**SUPPLIED ENTRIES**:

▬▬▬

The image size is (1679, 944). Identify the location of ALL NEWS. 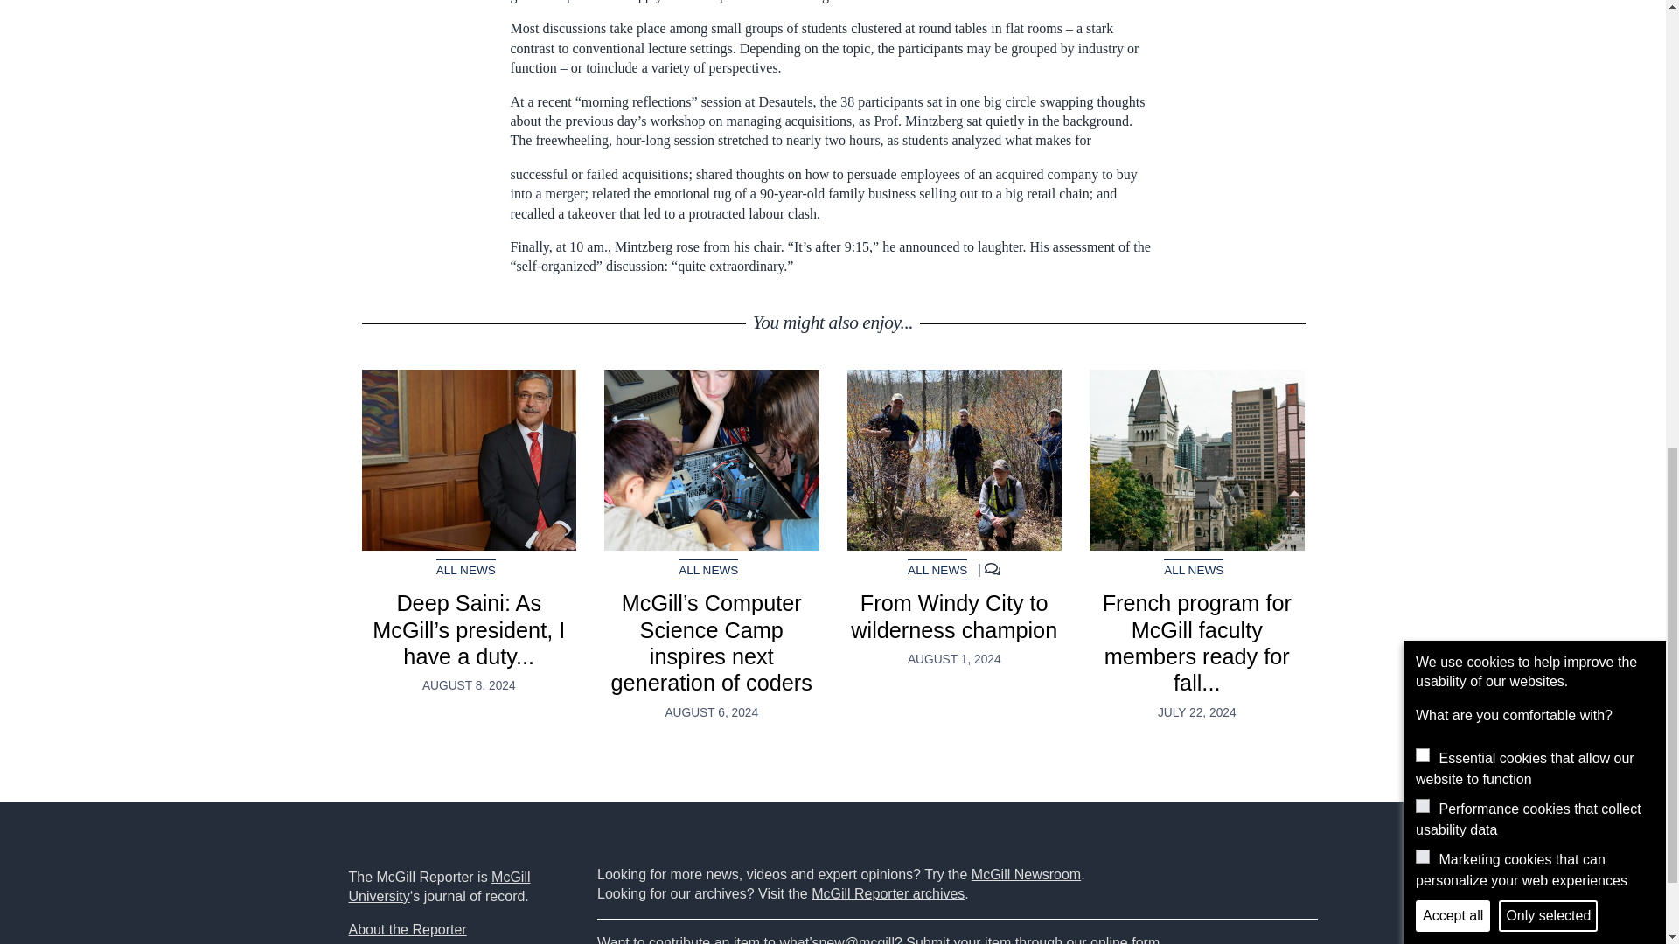
(708, 570).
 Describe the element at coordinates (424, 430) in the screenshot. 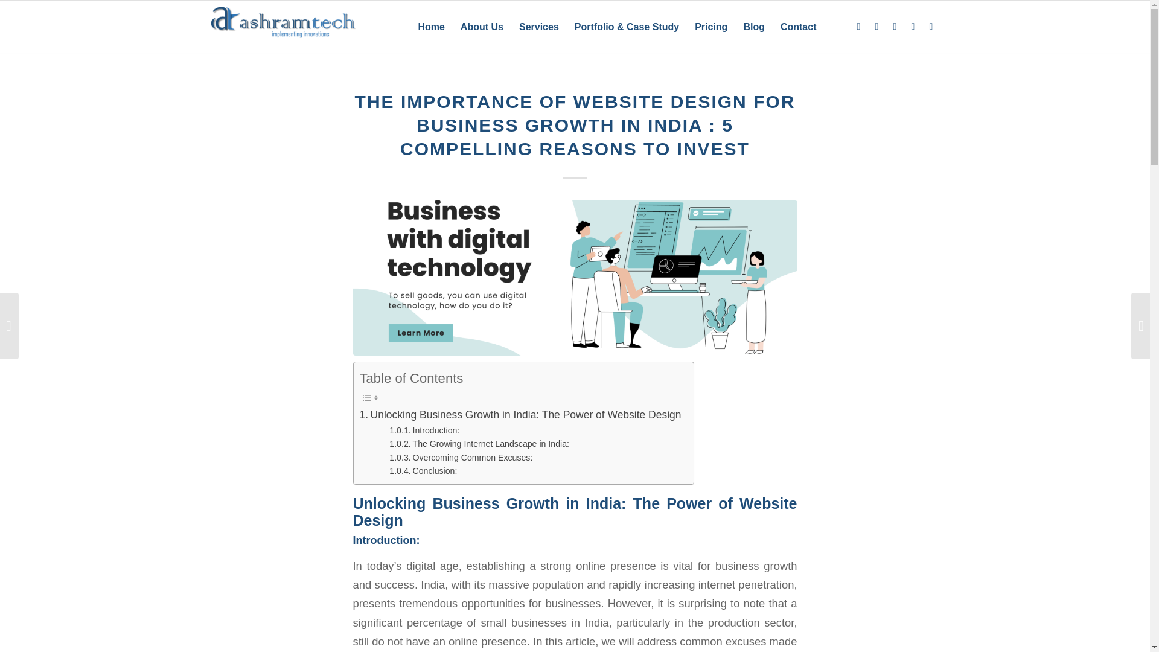

I see `Introduction:` at that location.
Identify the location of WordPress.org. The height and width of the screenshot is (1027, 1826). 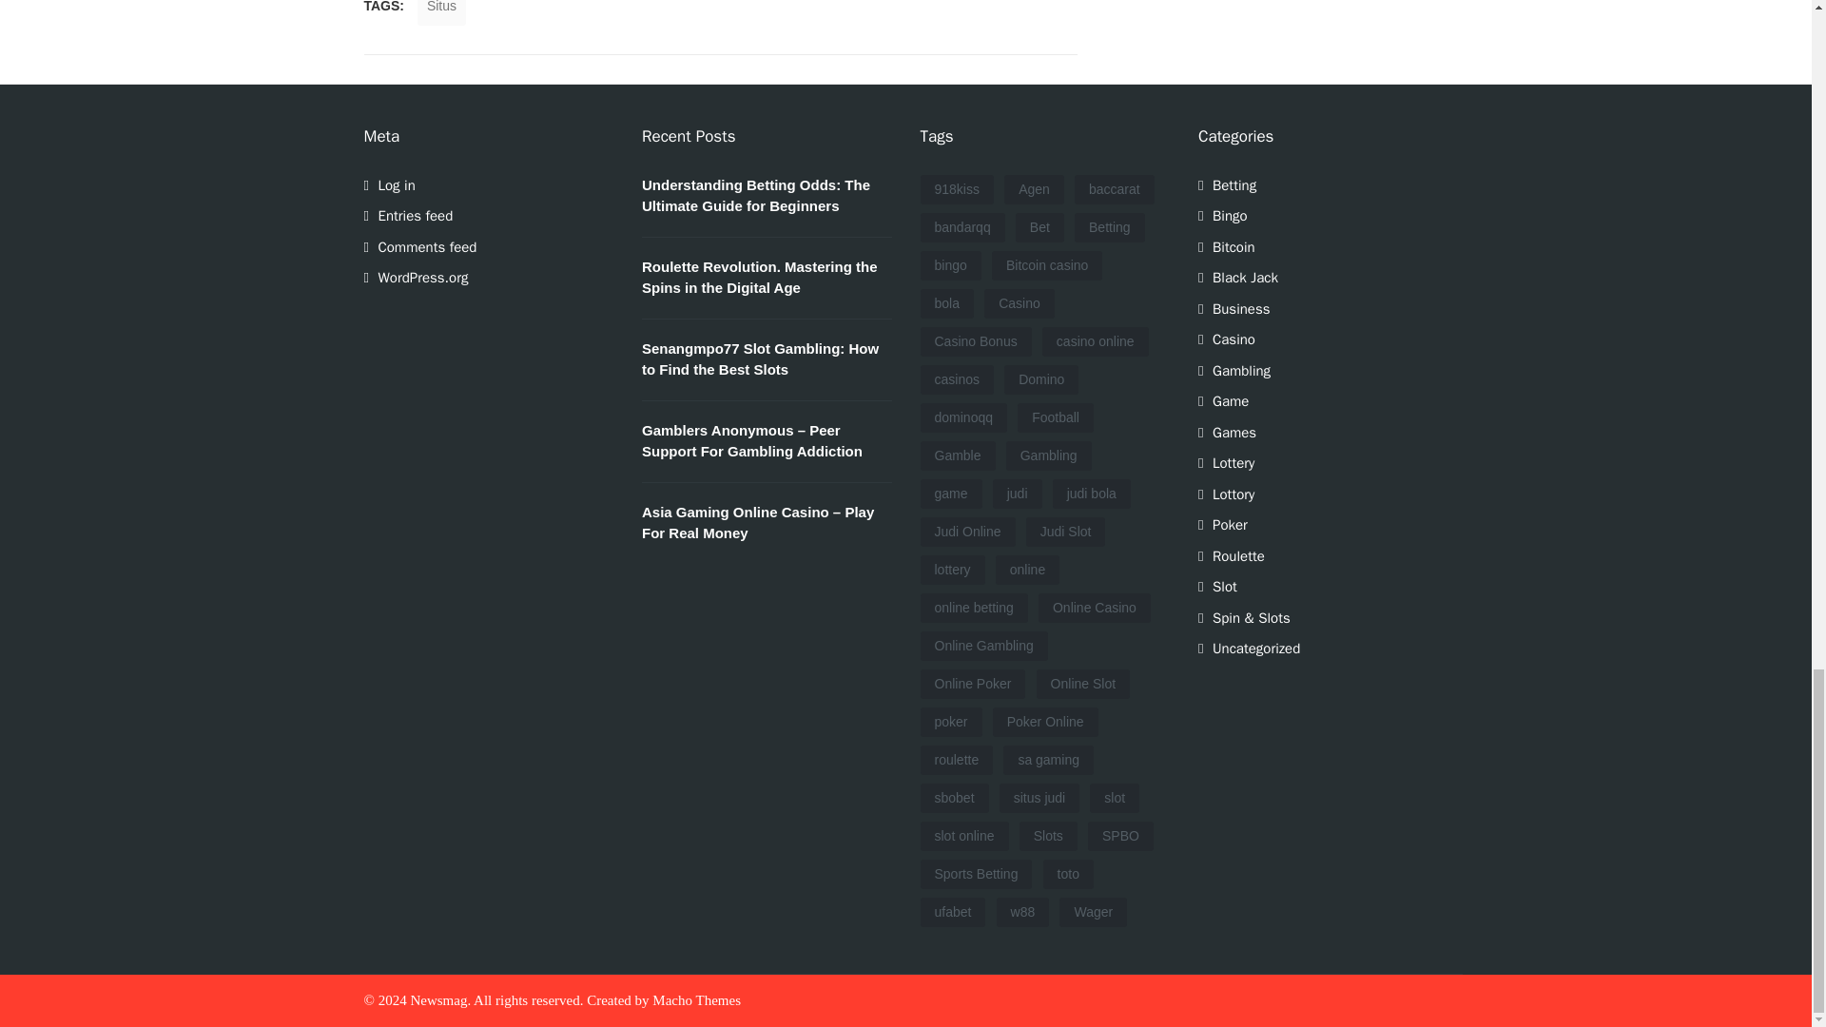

▬▬▬

**TRY IT**:
Leave out the pictures and reproduce the rest of the records exactly.

**RESPONSE BELOW**:
The image size is (1679, 944). Identify the location of ALL NEWS. 
(708, 570).
 Describe the element at coordinates (424, 430) in the screenshot. 

I see `Introduction:` at that location.
Identify the location of WordPress.org. The height and width of the screenshot is (1027, 1826). 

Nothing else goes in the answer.